• U.S.

Education: Reincarnation

3 minute read
TIME

“You’ll die laughing,” said lean, modest Gus Turbeville, 30, to his wife. An obscure University of Minnesota sociologist, Turbeville had just become the youngest U.S. liberal-arts college president. That was six years ago. Joanne Turbeville had something else to laugh about when she arrived at Northland College in remote Ashland, Wis. (pop. 10,000) on the shores of Lake Superior. Northland (enrollment: 175) was almost a ghost college.

Founded in 1892 at the height of the Wisconsin timber boom, Northland began as a flourishing Congregationalist secondary school. When pines and people dwindled, it became a fading nonsectarian college. Gus Turbeville inherited a huddle of Victorian buildings, an unaccredited school without entrance requirements, a refuge for flunkees from other colleges. More than one trustee said to him: “I’d like to resign as soon as possible.”

Gold Board. Young President Turbeville might have rushed back to Minnesota. A quiet South Carolinian, the son of a chemical salesman, he set out instead to make Northland work. First he expelled more than 40 sluggish students, some of them seniors. He ordered the faculty to crack down on marks, gave every student more work than he could handle. He established stiff entrance exams, rejected applicants below the top half of their high school classes. When stunned alumni asked how freshman-starved Northland could afford it, Salesman Turbeville hit the road.

For three years he worked on a key trustee: Ellsworth C. Alvord, a leading Washington tax attorney and the biggest individual stockholder in General Dynamics Corp. By the time Turbeville got through with Alvord, the lawyer was a convert. By the time Alvord got through with Frank Pace Jr., chairman of General Dynamics, Pace was a dedicated Northland trustee. By this year, tiny Northland has a solid gold board that many a university might envy. Among its members : Presidential Friend George E. Allen, Publisher Gardner Cowles, Industrialist Victor Emanuel, Movie Arbiter Eric Johnston, Financier Floyd B. Odium.

Rosy Future. Backed by his well-heeled trustees, Gus Turbeville tripled Northland’s budget to $600,000 a year, doubled enrollment to 350, is raising $3,000,000 for new dormitories. The school is now fully accredited; its seniors score in the top 30% in nationwide Educational Testing Service achievement tests. By next year, salaries for the school’s 30 teachers will have nearly doubled to a $7,000 maximum. To Theologian Harmon Bro, formerly of Syracuse University and a onetime Northland student, the Turbeville treatment is “a reincarnation.” Bro has left Syracuse to teach at Northland.

Last week booming Northland received a distinction presently unmatched by any other four-year liberal-arts college. Courtesy of General Dynamics, it will soon have a $250,000 atomic reactor, along with famed Physicists Edward Teller and Frederic de Hoffmann on loan from time to time to lecture in a new $1,000,000 science building. With an additional $10 million endowment in the offing (all earmarked for teachers’ salaries), Northland faces an even rosier future. Says go-getting President Turbeville, who has turned down industry offers at more than double his $15,000 salary: “In ten years we’ll be able to hire the best brains in the world. If they can teach, we’ll pay them $25,000 yearly.”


Your task is to copy every record exactly.

********************

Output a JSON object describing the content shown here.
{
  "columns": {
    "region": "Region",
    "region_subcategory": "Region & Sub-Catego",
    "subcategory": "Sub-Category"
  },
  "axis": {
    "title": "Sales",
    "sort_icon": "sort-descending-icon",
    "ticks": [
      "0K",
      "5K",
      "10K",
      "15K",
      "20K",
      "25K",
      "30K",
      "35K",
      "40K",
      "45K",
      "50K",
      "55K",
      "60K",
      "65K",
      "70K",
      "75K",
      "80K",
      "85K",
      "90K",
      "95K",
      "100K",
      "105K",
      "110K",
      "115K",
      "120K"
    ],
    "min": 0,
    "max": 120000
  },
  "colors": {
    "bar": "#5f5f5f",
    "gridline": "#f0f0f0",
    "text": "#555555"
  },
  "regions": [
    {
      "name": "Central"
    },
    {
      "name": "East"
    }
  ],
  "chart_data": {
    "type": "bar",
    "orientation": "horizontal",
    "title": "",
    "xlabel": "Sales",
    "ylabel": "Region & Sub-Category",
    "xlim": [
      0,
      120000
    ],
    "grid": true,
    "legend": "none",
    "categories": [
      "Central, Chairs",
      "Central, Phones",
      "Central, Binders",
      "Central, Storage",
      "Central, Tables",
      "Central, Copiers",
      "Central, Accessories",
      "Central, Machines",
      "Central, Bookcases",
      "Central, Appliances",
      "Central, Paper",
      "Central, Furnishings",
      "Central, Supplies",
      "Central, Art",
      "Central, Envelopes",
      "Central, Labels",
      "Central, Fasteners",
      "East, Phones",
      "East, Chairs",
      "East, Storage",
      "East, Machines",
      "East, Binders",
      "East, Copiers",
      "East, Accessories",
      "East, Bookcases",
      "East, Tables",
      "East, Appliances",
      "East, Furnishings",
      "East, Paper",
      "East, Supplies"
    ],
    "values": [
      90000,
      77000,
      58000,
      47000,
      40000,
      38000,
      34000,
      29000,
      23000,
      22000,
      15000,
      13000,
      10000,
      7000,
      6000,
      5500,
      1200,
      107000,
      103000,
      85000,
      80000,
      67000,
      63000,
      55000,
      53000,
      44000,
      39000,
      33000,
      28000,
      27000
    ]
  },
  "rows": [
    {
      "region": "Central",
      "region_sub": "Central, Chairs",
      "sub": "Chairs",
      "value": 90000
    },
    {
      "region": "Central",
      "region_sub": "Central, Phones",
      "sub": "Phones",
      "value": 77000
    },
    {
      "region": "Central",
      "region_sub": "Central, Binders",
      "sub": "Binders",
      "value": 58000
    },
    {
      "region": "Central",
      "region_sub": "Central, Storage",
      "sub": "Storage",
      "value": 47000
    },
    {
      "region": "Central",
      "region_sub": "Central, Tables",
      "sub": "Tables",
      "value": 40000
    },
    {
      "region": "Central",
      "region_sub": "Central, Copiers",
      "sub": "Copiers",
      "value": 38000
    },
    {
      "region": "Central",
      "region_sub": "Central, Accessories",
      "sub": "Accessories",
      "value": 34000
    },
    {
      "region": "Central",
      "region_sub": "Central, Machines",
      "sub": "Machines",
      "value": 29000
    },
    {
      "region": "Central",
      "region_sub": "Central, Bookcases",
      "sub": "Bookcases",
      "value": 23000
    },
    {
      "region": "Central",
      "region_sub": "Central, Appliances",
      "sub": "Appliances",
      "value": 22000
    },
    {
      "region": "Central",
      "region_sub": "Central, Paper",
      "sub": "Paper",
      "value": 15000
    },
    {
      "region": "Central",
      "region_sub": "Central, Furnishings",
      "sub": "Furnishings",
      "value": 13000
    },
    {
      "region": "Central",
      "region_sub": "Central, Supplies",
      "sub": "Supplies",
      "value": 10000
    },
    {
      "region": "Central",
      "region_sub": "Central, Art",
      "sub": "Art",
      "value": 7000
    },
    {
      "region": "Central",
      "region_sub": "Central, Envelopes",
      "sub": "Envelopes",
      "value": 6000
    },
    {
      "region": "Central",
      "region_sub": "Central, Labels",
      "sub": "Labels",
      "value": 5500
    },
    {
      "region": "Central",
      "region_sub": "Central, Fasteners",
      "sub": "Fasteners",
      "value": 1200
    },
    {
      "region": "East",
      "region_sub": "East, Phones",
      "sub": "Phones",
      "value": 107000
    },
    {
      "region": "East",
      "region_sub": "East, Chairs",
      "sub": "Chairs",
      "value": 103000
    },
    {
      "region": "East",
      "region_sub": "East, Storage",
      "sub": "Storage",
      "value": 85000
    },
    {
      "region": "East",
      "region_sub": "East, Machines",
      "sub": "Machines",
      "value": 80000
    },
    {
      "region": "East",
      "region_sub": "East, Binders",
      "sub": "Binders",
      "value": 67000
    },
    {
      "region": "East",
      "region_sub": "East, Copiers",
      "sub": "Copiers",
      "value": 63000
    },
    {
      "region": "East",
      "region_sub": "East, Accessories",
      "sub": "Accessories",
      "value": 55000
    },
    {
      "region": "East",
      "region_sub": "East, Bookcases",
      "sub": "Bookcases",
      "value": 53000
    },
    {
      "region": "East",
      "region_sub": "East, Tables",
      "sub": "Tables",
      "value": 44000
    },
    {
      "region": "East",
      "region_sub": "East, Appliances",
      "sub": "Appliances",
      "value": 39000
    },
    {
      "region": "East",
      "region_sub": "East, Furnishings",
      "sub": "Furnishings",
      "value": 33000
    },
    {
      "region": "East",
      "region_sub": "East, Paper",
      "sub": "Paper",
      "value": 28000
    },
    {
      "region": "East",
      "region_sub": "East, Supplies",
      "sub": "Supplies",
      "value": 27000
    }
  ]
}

********************

■ Result of the task:
Output a JSON object describing the content shown here.
{
  "columns": {
    "region": "Region",
    "region_subcategory": "Region & Sub-Catego",
    "subcategory": "Sub-Category"
  },
  "axis": {
    "title": "Sales",
    "sort_icon": "sort-descending-icon",
    "ticks": [
      "0K",
      "5K",
      "10K",
      "15K",
      "20K",
      "25K",
      "30K",
      "35K",
      "40K",
      "45K",
      "50K",
      "55K",
      "60K",
      "65K",
      "70K",
      "75K",
      "80K",
      "85K",
      "90K",
      "95K",
      "100K",
      "105K",
      "110K",
      "115K",
      "120K"
    ],
    "min": 0,
    "max": 120000
  },
  "colors": {
    "bar": "#5f5f5f",
    "gridline": "#f0f0f0",
    "text": "#555555"
  },
  "regions": [
    {
      "name": "Central"
    },
    {
      "name": "East"
    }
  ],
  "chart_data": {
    "type": "bar",
    "orientation": "horizontal",
    "title": "",
    "xlabel": "Sales",
    "ylabel": "Region & Sub-Category",
    "xlim": [
      0,
      120000
    ],
    "grid": true,
    "legend": "none",
    "categories": [
      "Central, Chairs",
      "Central, Phones",
      "Central, Binders",
      "Central, Storage",
      "Central, Tables",
      "Central, Copiers",
      "Central, Accessories",
      "Central, Machines",
      "Central, Bookcases",
      "Central, Appliances",
      "Central, Paper",
      "Central, Furnishings",
      "Central, Supplies",
      "Central, Art",
      "Central, Envelopes",
      "Central, Labels",
      "Central, Fasteners",
      "East, Phones",
      "East, Chairs",
      "East, Storage",
      "East, Machines",
      "East, Binders",
      "East, Copiers",
      "East, Accessories",
      "East, Bookcases",
      "East, Tables",
      "East, Appliances",
      "East, Furnishings",
      "East, Paper",
      "East, Supplies"
    ],
    "values": [
      90000,
      77000,
      58000,
      47000,
      40000,
      38000,
      34000,
      29000,
      23000,
      22000,
      15000,
      13000,
      10000,
      7000,
      6000,
      5500,
      1200,
      107000,
      103000,
      85000,
      80000,
      67000,
      63000,
      55000,
      53000,
      44000,
      39000,
      33000,
      28000,
      27000
    ]
  },
  "rows": [
    {
      "region": "Central",
      "region_sub": "Central, Chairs",
      "sub": "Chairs",
      "value": 90000
    },
    {
      "region": "Central",
      "region_sub": "Central, Phones",
      "sub": "Phones",
      "value": 77000
    },
    {
      "region": "Central",
      "region_sub": "Central, Binders",
      "sub": "Binders",
      "value": 58000
    },
    {
      "region": "Central",
      "region_sub": "Central, Storage",
      "sub": "Storage",
      "value": 47000
    },
    {
      "region": "Central",
      "region_sub": "Central, Tables",
      "sub": "Tables",
      "value": 40000
    },
    {
      "region": "Central",
      "region_sub": "Central, Copiers",
      "sub": "Copiers",
      "value": 38000
    },
    {
      "region": "Central",
      "region_sub": "Central, Accessories",
      "sub": "Accessories",
      "value": 34000
    },
    {
      "region": "Central",
      "region_sub": "Central, Machines",
      "sub": "Machines",
      "value": 29000
    },
    {
      "region": "Central",
      "region_sub": "Central, Bookcases",
      "sub": "Bookcases",
      "value": 23000
    },
    {
      "region": "Central",
      "region_sub": "Central, Appliances",
      "sub": "Appliances",
      "value": 22000
    },
    {
      "region": "Central",
      "region_sub": "Central, Paper",
      "sub": "Paper",
      "value": 15000
    },
    {
      "region": "Central",
      "region_sub": "Central, Furnishings",
      "sub": "Furnishings",
      "value": 13000
    },
    {
      "region": "Central",
      "region_sub": "Central, Supplies",
      "sub": "Supplies",
      "value": 10000
    },
    {
      "region": "Central",
      "region_sub": "Central, Art",
      "sub": "Art",
      "value": 7000
    },
    {
      "region": "Central",
      "region_sub": "Central, Envelopes",
      "sub": "Envelopes",
      "value": 6000
    },
    {
      "region": "Central",
      "region_sub": "Central, Labels",
      "sub": "Labels",
      "value": 5500
    },
    {
      "region": "Central",
      "region_sub": "Central, Fasteners",
      "sub": "Fasteners",
      "value": 1200
    },
    {
      "region": "East",
      "region_sub": "East, Phones",
      "sub": "Phones",
      "value": 107000
    },
    {
      "region": "East",
      "region_sub": "East, Chairs",
      "sub": "Chairs",
      "value": 103000
    },
    {
      "region": "East",
      "region_sub": "East, Storage",
      "sub": "Storage",
      "value": 85000
    },
    {
      "region": "East",
      "region_sub": "East, Machines",
      "sub": "Machines",
      "value": 80000
    },
    {
      "region": "East",
      "region_sub": "East, Binders",
      "sub": "Binders",
      "value": 67000
    },
    {
      "region": "East",
      "region_sub": "East, Copiers",
      "sub": "Copiers",
      "value": 63000
    },
    {
      "region": "East",
      "region_sub": "East, Accessories",
      "sub": "Accessories",
      "value": 55000
    },
    {
      "region": "East",
      "region_sub": "East, Bookcases",
      "sub": "Bookcases",
      "value": 53000
    },
    {
      "region": "East",
      "region_sub": "East, Tables",
      "sub": "Tables",
      "value": 44000
    },
    {
      "region": "East",
      "region_sub": "East, Appliances",
      "sub": "Appliances",
      "value": 39000
    },
    {
      "region": "East",
      "region_sub": "East, Furnishings",
      "sub": "Furnishings",
      "value": 33000
    },
    {
      "region": "East",
      "region_sub": "East, Paper",
      "sub": "Paper",
      "value": 28000
    },
    {
      "region": "East",
      "region_sub": "East, Supplies",
      "sub": "Supplies",
      "value": 27000
    }
  ]
}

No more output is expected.